Locals & expats in Gulf take their fastfood for a drive

Published March 23rd, 2011 - 12:36 GMT
'These children lead sedentary lives with their gadgets' in UAE, says a doctor while texting on her phone.
'These children lead sedentary lives with their gadgets' in UAE, says a doctor while texting on her phone.

A senior health ministry official was recently overjoyed to know that children in the UAE were overweight.

"Oh my God," he said, apparently very happy. "We thought everyone would turn out to be obese," he said, clapping his hands.

He was commenting on a school health survey carried out in government and private schools across the emirates. The survey, he said, showed that only a small percentage of children are obese, and that a significant number are overweight.

"We are okay with overweight," he said. "That, we can manage." But he did not spell out how the weight of the fat children can be brought down because most of the schoolchildren chug down at least two colas a day and chomp on fast food three times a week (according to the survey).

I thought the health ministry official must have suffered a nervous breakdown when he said he was happy, because the ministry is apparently under tremendous pressure to stop the fat onslaught.

It is spending tonnes of money trying to keep people healthy, while everyone is surreptitiously ordering take-away sitting at home. [The place where I live is buzzing with motorcycles and I see serious men wearing helmets and gloves, taking sandwiches for a ride in their hygienic, hot, metal boxes].

Planners must also be having nightmares thinking of a future generation rolling down the halls of academe or spilling out of their office cabins.

Sometimes when I stop at a corner grocery to pick up gum, I find droves of children buying candy, the ones which melt in their wrappers as soon as you hold it in your hand. I hear the maid scream, "No, Ahmad, buy just one bag [of crisps]."

The obesity disease is not confined to Emirati children, but expatriate children as well. Once when I picked up my son from school, I found tiny tots huffing and wheezing to get into their momma's cars. "How was your day, darling," asks the doting mother as she heaves and pushes the boy into his seat.

"What do you expect?" said one doctor, while texting on her mobile phone. "These children lead sedentary lives with their gadgets," she said. [I asked my son what physical exercises they do at school, and he said mostly everyone shouts a lot].

Weight reducing clinics

The fat epidemic is good for at least two types of business — gyms and weight reducing clinics. As I walk in the neighbouring Discovery Gardens I am happy to see slim and well-toned women (and men) through the glass front windows of the gyms, running on treadmills or lifting weights.

Then I wonder, shouldn't these people be at home lolling on their couches while the overweight come here and work off their fat? I have yet to see an overweight person in any of these gyms. (Anyway, I believe the drop-out rate from gyms is as bad as the quit rate of smokers trying to give up their addiction).

Incidentally, treadmills are best-selling health equipment at sports shops, but the least used. Most of the time they are used for hanging out the clothes to dry, I am told. You see pictures of the treadmills on notice boards at shopping malls. "Distress sale", say the words on the top of the picture. I too would be distressed if the stupid machine just sat in my bedroom, taking up space, and the maid used the handles to dry my socks.

A top scientist told a packed audience at the recent human genome meeting that he had a joke solution to the obesity epidemic. "Jail those who are obese and use their energy for power generation," he said. If you can get the Americans and Australians to walk around we can harness their energy, he said.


What you should do. Reproduce each line of the entries that carries "marker".

[[ Study material open ]]

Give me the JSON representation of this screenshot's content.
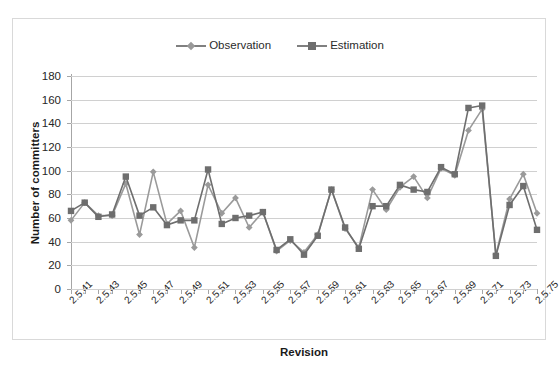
{
  "chart_data": {
    "type": "line",
    "title": "",
    "xlabel": "Revision",
    "ylabel": "Number of committers",
    "ylim": [
      0,
      180
    ],
    "ytick_step": 20,
    "yticks": [
      0,
      20,
      40,
      60,
      80,
      100,
      120,
      140,
      160,
      180
    ],
    "grid": true,
    "legend_position": "top-center",
    "x": [
      "2.5.41",
      "2.5.42",
      "2.5.43",
      "2.5.44",
      "2.5.45",
      "2.5.46",
      "2.5.47",
      "2.5.48",
      "2.5.49",
      "2.5.50",
      "2.5.51",
      "2.5.52",
      "2.5.53",
      "2.5.54",
      "2.5.55",
      "2.5.56",
      "2.5.57",
      "2.5.58",
      "2.5.59",
      "2.5.60",
      "2.5.61",
      "2.5.62",
      "2.5.63",
      "2.5.64",
      "2.5.65",
      "2.5.66",
      "2.5.67",
      "2.5.68",
      "2.5.69",
      "2.5.70",
      "2.5.71",
      "2.5.72",
      "2.5.73",
      "2.5.74",
      "2.5.75"
    ],
    "xtick_labels": [
      "2.5.41",
      "2.5.43",
      "2.5.45",
      "2.5.47",
      "2.5.49",
      "2.5.51",
      "2.5.53",
      "2.5.55",
      "2.5.57",
      "2.5.59",
      "2.5.61",
      "2.5.63",
      "2.5.65",
      "2.5.67",
      "2.5.69",
      "2.5.71",
      "2.5.73",
      "2.5.75"
    ],
    "series": [
      {
        "name": "Observation",
        "marker": "diamond",
        "color": "#9a9a9a",
        "values": [
          58,
          73,
          62,
          62,
          89,
          46,
          99,
          55,
          66,
          35,
          88,
          64,
          77,
          52,
          65,
          32,
          41,
          31,
          46,
          84,
          51,
          35,
          84,
          67,
          86,
          95,
          77,
          102,
          96,
          134,
          152,
          29,
          76,
          97,
          64
        ]
      },
      {
        "name": "Estimation",
        "marker": "square",
        "color": "#6e6e6e",
        "values": [
          66,
          73,
          61,
          63,
          95,
          62,
          69,
          54,
          58,
          58,
          101,
          55,
          60,
          62,
          65,
          33,
          42,
          29,
          45,
          84,
          52,
          34,
          70,
          70,
          88,
          84,
          82,
          103,
          97,
          153,
          155,
          28,
          71,
          87,
          50
        ]
      }
    ]
  },
  "legend": {
    "items": [
      {
        "label": "Observation",
        "marker": "diamond"
      },
      {
        "label": "Estimation",
        "marker": "square"
      }
    ]
  },
  "colors": {
    "observation": "#9a9a9a",
    "estimation": "#6e6e6e",
    "grid": "#d0d0d0",
    "axis": "#a6a6a6",
    "frame": "#d9d9d9",
    "text": "#262626"
  }
}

[[ Study material closed ]]

Written answer.
        "marker": "diamond",
        "marker": "square",
        "marker": "diamond"
        "marker": "square"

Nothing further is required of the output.